Exercise requirements: Would you please transcribe the records below from the line with "Identify the location of HOME." through their final line, exactly and with no other lines?

Record excerpts:
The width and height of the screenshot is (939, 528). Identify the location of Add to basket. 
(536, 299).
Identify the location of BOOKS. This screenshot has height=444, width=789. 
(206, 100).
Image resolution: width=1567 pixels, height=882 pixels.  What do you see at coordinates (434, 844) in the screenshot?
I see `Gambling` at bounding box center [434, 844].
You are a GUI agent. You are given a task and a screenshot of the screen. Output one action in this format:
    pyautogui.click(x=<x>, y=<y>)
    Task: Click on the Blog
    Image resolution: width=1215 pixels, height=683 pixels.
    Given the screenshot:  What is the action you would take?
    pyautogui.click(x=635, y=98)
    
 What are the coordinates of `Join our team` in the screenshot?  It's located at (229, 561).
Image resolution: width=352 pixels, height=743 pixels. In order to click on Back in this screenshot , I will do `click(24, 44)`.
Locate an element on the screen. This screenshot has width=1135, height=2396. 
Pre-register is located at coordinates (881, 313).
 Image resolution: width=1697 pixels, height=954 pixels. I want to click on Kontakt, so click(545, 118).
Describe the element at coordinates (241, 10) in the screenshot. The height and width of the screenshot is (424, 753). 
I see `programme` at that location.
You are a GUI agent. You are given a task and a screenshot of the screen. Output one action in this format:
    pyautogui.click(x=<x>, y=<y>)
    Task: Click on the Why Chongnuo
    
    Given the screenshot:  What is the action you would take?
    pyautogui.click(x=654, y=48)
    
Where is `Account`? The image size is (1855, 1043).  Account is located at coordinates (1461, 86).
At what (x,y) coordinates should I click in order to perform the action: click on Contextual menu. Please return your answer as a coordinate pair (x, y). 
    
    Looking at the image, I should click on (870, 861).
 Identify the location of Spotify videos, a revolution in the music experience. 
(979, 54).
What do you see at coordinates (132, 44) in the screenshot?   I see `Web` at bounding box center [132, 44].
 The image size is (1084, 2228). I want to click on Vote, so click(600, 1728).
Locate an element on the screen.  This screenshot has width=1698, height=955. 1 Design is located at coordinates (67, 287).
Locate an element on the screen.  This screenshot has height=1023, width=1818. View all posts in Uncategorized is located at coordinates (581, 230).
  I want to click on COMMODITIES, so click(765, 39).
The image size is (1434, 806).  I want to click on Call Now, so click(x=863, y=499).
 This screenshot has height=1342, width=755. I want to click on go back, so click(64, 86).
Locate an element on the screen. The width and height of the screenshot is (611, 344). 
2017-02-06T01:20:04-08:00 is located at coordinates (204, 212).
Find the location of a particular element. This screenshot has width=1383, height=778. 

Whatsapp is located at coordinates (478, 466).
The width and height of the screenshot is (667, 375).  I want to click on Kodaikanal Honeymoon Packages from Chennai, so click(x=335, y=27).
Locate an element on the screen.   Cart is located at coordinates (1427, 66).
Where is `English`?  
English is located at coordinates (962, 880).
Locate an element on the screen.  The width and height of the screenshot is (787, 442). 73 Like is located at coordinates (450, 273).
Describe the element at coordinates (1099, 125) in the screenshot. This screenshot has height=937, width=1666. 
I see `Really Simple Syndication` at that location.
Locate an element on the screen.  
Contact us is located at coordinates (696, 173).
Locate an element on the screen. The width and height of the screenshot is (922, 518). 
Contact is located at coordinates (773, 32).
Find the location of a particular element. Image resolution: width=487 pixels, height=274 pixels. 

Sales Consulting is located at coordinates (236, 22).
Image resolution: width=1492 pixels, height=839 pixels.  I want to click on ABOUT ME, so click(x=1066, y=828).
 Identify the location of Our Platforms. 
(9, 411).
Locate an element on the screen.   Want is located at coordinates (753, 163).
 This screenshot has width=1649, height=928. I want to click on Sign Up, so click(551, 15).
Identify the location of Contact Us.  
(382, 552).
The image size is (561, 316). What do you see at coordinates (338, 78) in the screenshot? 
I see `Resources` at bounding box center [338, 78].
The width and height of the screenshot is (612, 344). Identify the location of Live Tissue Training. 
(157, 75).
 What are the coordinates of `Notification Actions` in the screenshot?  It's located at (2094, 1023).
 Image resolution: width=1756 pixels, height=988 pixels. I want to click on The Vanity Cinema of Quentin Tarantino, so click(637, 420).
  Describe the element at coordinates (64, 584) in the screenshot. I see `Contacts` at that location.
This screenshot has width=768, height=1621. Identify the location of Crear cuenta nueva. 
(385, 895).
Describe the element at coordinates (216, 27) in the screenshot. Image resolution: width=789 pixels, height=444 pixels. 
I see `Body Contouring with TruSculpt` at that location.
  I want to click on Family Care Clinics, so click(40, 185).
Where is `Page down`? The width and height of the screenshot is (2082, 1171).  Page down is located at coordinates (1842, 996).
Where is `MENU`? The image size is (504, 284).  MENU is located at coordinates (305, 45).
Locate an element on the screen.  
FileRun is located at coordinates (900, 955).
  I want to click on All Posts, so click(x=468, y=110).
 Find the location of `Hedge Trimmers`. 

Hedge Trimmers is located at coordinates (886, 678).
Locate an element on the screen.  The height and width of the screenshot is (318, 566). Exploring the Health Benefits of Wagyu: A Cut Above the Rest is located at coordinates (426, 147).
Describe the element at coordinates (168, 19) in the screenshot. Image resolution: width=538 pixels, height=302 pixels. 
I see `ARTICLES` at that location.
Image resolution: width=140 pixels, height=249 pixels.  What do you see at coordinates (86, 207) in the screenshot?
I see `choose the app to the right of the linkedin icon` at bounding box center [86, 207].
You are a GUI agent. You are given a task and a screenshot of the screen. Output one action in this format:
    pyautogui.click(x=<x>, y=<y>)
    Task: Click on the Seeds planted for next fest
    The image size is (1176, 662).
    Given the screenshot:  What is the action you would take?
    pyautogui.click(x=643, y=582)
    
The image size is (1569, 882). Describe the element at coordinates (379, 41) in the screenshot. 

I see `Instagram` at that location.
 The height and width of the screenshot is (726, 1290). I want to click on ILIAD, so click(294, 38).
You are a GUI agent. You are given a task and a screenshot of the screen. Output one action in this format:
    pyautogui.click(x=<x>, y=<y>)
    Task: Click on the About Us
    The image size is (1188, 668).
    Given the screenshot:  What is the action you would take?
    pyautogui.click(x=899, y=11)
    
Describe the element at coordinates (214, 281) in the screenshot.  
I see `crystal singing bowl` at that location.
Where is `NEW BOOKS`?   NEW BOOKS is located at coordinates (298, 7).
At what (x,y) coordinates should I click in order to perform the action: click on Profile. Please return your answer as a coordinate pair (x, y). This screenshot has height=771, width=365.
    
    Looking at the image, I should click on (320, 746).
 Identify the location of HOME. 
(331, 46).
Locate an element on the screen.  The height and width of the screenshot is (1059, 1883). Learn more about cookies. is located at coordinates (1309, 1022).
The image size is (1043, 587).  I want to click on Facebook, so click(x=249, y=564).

Answer space:
 Identify the location of HOME. 
(331, 46).
Locate an element on the screen.  The height and width of the screenshot is (1059, 1883). Learn more about cookies. is located at coordinates (1309, 1022).
The image size is (1043, 587).  I want to click on Facebook, so click(x=249, y=564).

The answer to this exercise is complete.